● **WHAT NEEDS TO BE DONE**: Once you reach the line containing "The width and height of the screenshot is (1622, 913)." in the data below, restate each line word for word up to and including the one containing "Task: Click on the Print".

━━━━━━━━

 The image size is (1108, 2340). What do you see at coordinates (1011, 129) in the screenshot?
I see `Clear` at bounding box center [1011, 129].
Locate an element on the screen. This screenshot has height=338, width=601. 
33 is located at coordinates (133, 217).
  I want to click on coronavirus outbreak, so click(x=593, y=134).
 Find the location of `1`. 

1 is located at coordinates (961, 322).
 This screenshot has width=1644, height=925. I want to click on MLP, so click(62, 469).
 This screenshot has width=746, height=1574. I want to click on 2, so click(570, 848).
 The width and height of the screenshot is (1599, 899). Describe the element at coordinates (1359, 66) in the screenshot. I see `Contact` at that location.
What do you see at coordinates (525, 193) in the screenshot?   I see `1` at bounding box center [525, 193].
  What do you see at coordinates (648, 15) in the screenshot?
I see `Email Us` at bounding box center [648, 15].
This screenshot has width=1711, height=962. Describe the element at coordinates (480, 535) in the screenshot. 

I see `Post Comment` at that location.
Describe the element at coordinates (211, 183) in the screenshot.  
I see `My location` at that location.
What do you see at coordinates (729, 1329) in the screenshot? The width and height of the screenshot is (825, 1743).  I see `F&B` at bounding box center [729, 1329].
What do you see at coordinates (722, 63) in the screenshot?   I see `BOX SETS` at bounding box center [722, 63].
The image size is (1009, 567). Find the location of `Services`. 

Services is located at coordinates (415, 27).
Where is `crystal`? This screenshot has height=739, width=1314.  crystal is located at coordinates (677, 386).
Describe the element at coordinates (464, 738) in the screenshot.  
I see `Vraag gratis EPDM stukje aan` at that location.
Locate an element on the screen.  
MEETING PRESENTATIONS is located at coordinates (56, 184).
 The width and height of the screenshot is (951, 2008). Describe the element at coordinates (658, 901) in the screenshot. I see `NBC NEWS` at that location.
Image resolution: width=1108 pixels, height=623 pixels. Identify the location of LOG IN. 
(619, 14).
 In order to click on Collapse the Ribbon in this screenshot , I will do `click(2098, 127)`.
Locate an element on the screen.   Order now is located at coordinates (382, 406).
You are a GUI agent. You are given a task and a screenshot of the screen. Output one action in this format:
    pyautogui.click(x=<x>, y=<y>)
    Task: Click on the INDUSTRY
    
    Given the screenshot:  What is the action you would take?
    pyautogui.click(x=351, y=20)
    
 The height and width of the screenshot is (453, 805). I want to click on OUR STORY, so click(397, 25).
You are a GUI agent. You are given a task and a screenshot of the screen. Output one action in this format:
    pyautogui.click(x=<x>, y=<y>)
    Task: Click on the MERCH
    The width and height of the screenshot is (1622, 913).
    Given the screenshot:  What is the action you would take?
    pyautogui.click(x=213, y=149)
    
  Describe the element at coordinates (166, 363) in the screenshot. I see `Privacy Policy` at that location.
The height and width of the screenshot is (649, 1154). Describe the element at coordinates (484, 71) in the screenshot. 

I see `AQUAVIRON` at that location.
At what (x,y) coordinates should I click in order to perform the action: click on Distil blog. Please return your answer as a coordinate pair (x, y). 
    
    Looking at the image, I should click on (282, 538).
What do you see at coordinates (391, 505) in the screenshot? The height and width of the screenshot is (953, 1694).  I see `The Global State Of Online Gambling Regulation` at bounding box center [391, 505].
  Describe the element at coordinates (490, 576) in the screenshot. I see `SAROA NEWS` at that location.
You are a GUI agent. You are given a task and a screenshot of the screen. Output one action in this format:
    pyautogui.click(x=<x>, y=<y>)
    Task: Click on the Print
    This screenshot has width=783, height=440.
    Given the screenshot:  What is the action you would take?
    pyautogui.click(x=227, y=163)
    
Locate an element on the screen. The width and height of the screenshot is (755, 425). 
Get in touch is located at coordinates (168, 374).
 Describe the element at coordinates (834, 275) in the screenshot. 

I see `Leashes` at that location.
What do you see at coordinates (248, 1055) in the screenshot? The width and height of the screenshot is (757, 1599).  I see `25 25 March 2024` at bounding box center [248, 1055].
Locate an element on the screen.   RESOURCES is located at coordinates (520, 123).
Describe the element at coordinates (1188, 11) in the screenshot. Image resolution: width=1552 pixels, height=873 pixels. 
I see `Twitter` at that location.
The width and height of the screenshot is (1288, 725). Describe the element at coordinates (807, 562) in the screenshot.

━━━━━━━━

● **TASK ANSWER**:
    The width and height of the screenshot is (1622, 913).
    Given the screenshot:  What is the action you would take?
    pyautogui.click(x=213, y=149)
    
  Describe the element at coordinates (166, 363) in the screenshot. I see `Privacy Policy` at that location.
The height and width of the screenshot is (649, 1154). Describe the element at coordinates (484, 71) in the screenshot. 

I see `AQUAVIRON` at that location.
At what (x,y) coordinates should I click in order to perform the action: click on Distil blog. Please return your answer as a coordinate pair (x, y). 
    
    Looking at the image, I should click on (282, 538).
What do you see at coordinates (391, 505) in the screenshot? The height and width of the screenshot is (953, 1694).  I see `The Global State Of Online Gambling Regulation` at bounding box center [391, 505].
  Describe the element at coordinates (490, 576) in the screenshot. I see `SAROA NEWS` at that location.
You are a GUI agent. You are given a task and a screenshot of the screen. Output one action in this format:
    pyautogui.click(x=<x>, y=<y>)
    Task: Click on the Print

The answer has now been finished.